Scott Brown will officially be the Republican nominee for Senate in New Hampshire, after winning the GOP primary with roughly half the vote Tuesday.
Brown will now face Democrat Sen. Jeanne Shaheen in the general election. Shaheen has led Brown by a few points on average in recent public polls.
“After six years of missed opportunities at home and growing dangers around the world, we need change,” Brown said in his victory speech Tuesday night. “And the problem is, a vote for my opponent will change exactly nothing.”
The primary result marks the end of the first phase of an unlikely professional turnaround for Brown, who rocketed to national fame when he won a special Senate election in Massachusetts in 2010, only to lose his seat to Sen. Elizabeth Warren, a Democrat, in 2012.
Brown shocked more than a few people when he decided, at the end of last year, to drive his signature pick-up truck across the border to New Hampshire and try his hand at one more Senate election.
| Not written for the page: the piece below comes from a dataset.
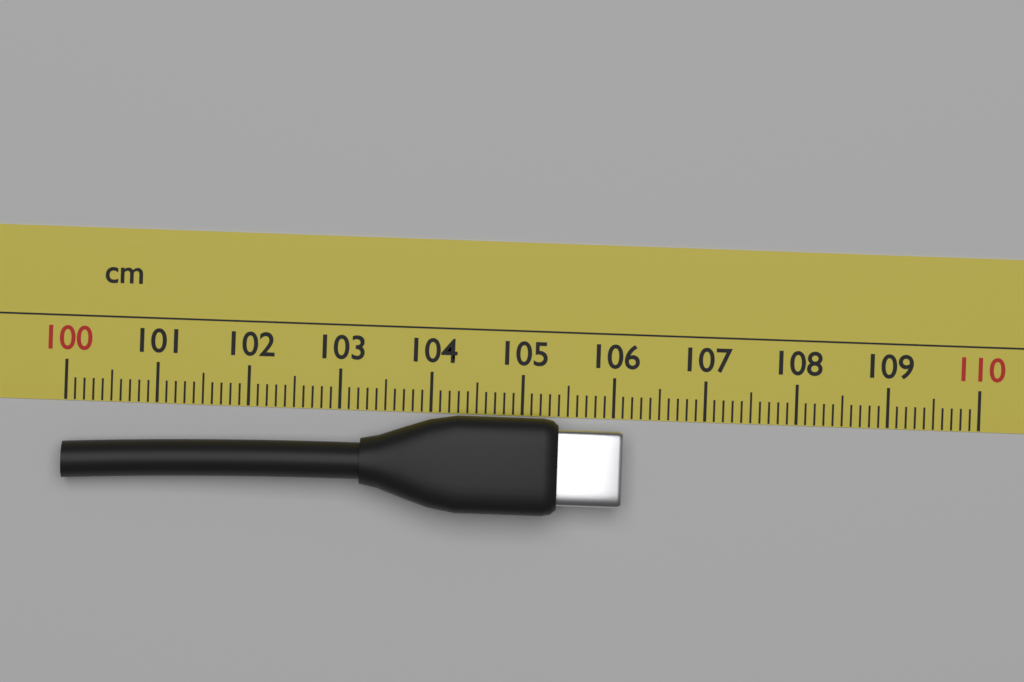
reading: 106.1 cm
His roots in the state were tenuous — Brown and his wife, Gail, moved into their longtime vacation home in Rye, N.H. — and Democrats, and some Republicans, panned Brown’s “opportunism.”
Democrats still plan to make Brown’s fledgling residency an issue for the remainder of the election.
“Tuesday was the first time Scott Brown ever voted in a New Hampshire Senate race and not surprisingly, he voted for himself, a fact that perfectly sums up his campaign,” Shaheen’s campaign manager Mike Vlacich wrote in a memo distributed to press.
But, at least for most New Hampshire Republicans, Brown was able to prove his Granite State mettle, if against a weak field of opponents. Brown bested Bob Smith, a has-been New Hampshire senator who has been living in Florida, and Jim Rubens, a former state senator.